Yup! This is one of many reasons why I'm thinking it's right up at the top in terms of someone being so confident about something false.
Towards the end of his expeditions there was growing suspicion that it wasn't Asia at all, and if Columbus only entertained that notion and used the resources readily at his disposal (cartographers, people familiar with the flora and fauna of Asia), we'd probably wind up with North and South Columbia as continents. But instead we wound up with stuff like misindentifying and then misnaming the indigenous population, and it somehow stuck for half a millenia.
It's almost like buying a winning billion dollar Powerball ticket, glancing at the numbers on the TV, glancing at the ticket, seeing a couple matching numbers and thinking "it's only a couple bucks, not even worth my time to redeem", crumpling it up and tossing it on the ground only for the next person walking by to pick it up and realize what they're holding. He had it right in his hands lol
I said Google Glass was fake. I thought everything about it was true except the display. I had never encountered this kind of optics before so when they announced it I claimed it was not possible to ship that then. I was wrong.
A second cousin in the US put out a newspaper ad saying to vote for Trump as Biden was going to take away everyone's guns. He dedicated it to his baby granddaughter, who I assume will be very grateful for this when she grows up.

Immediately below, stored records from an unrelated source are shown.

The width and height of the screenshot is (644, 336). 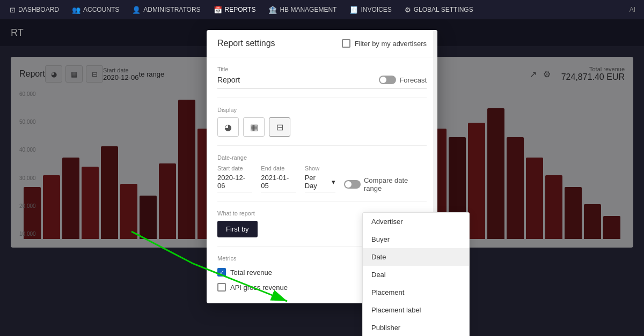 I want to click on top-navigation: ⊡ DASHBOARD 👥 ACCOUNTS 👤 ADMINISTRATORS …, so click(x=322, y=10).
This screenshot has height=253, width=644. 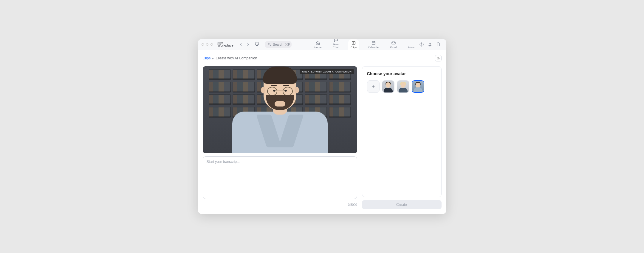 I want to click on share-button, so click(x=438, y=58).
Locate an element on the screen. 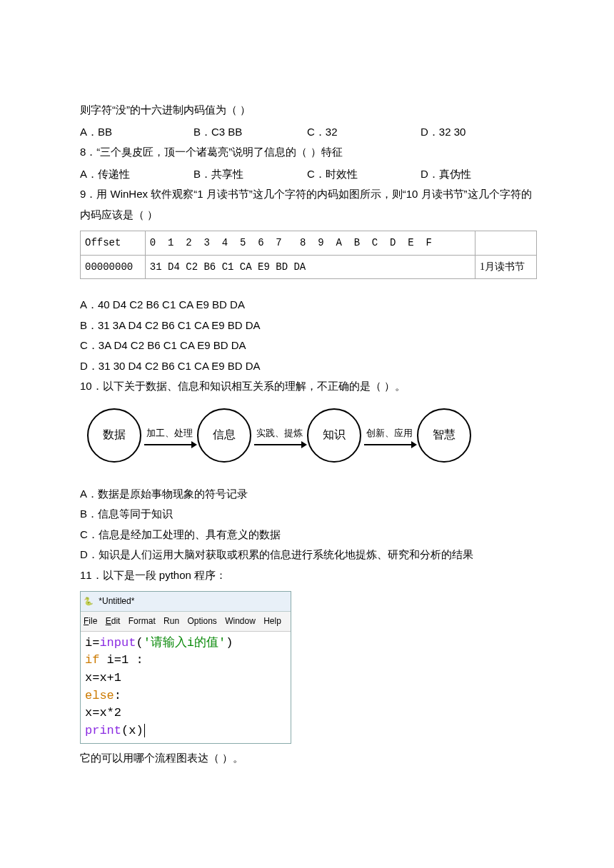 Image resolution: width=614 pixels, height=868 pixels. q9-opt-b: B．31 3A D4 C2 B6 C1 CA E9 BD DA is located at coordinates (307, 326).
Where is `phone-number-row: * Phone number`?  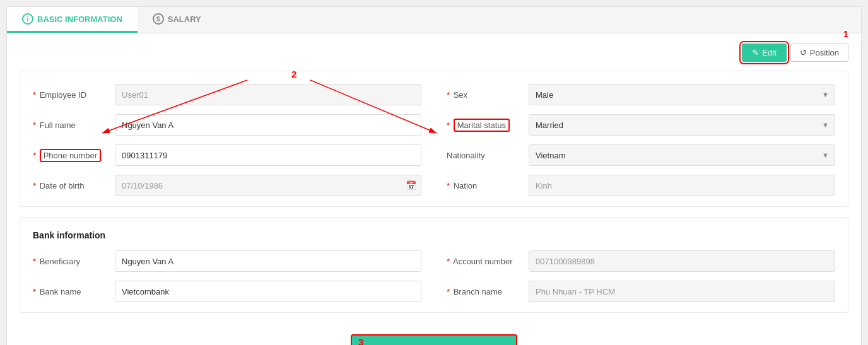 phone-number-row: * Phone number is located at coordinates (227, 155).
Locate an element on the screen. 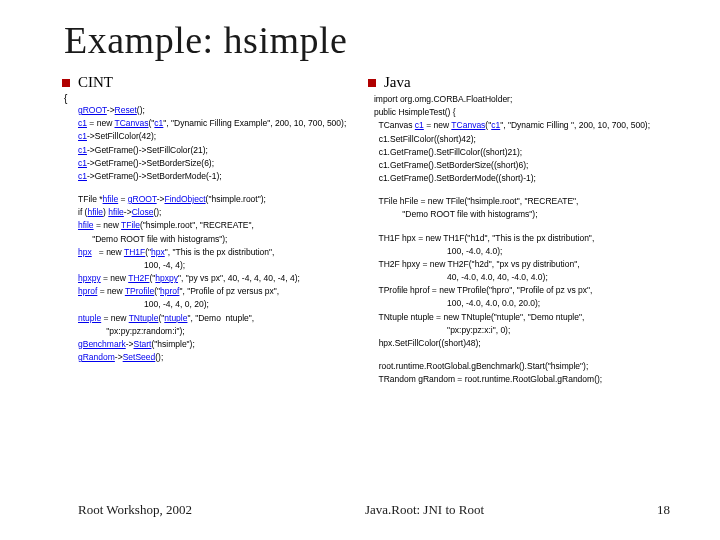 The image size is (720, 540). footer-left: Root Workshop, 2002 is located at coordinates (135, 510).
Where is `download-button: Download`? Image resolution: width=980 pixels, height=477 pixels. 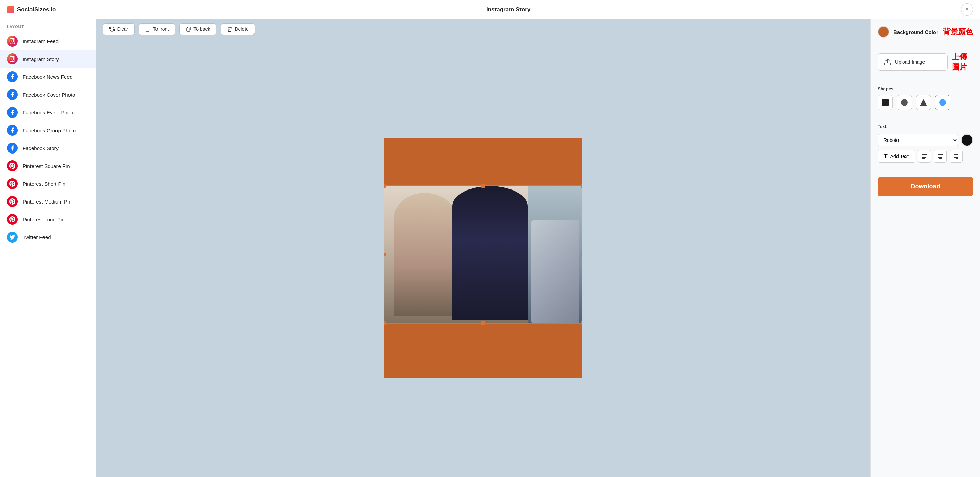 download-button: Download is located at coordinates (925, 187).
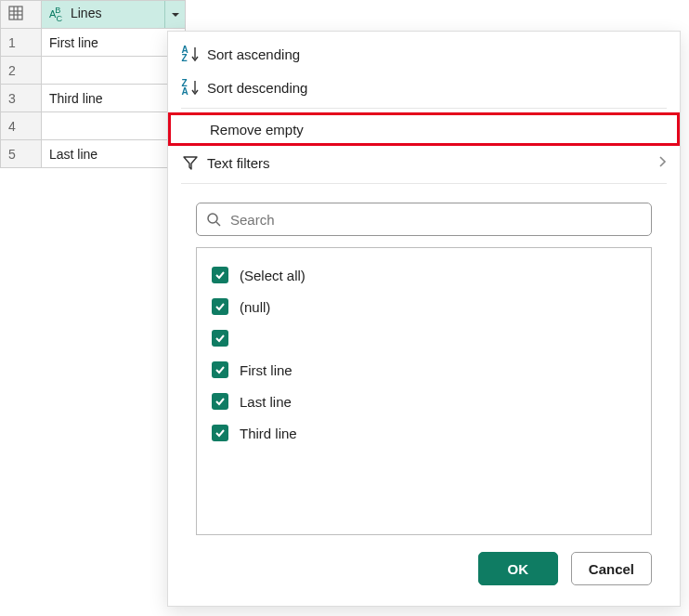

Better than that, a hurricane once flattened his house. So, while Biden hasn't taken a gun from.him, Mother Nature (with the help of climate change?) took the lot.
Well, to be fair, Biden does want to take almost every firearm that isn't a wooden-stocked, bolt-action hunting rifle, or a double-barrel break action shotgun. He's been very, very clear about that. He also doesn't have that ability, because such a bill would never make it through the Senate (unless about 15 more seats flipped Democratic, or Dems managed to end the filibuster, which would be incredibly dumb of them), and the House is currently under Republican control. And also there's Bruen v. NYSPRA to contend with, which is likely going to throw out a lot of bad gun law (see also; Bonta v. Duncan, and Judge Benitez' blistering rulings against the state of CA).
OTOH, Trump is not a friend to any civil rights, including 2A rights. Nor are Republicans in general, unless the rights you want to exercise involve being a white cisgender heterosexual christian, preferably male. The only civil right Republicans mostly get right--mostly--revolve around 2A issues. Shit, Trump is the reason that bump stocks are banned; he literally said that he was in favor of seizing guns first, and due process second. So you sure as fuck don't want to vote for him if you think 2A rights are important.
I’m guessing anyone who speaks Finnish would know what they mean. (I googled all the non-English words and very vaguely get it. But I’m sure there’s cultural or language stuff that’s just going wooosh.)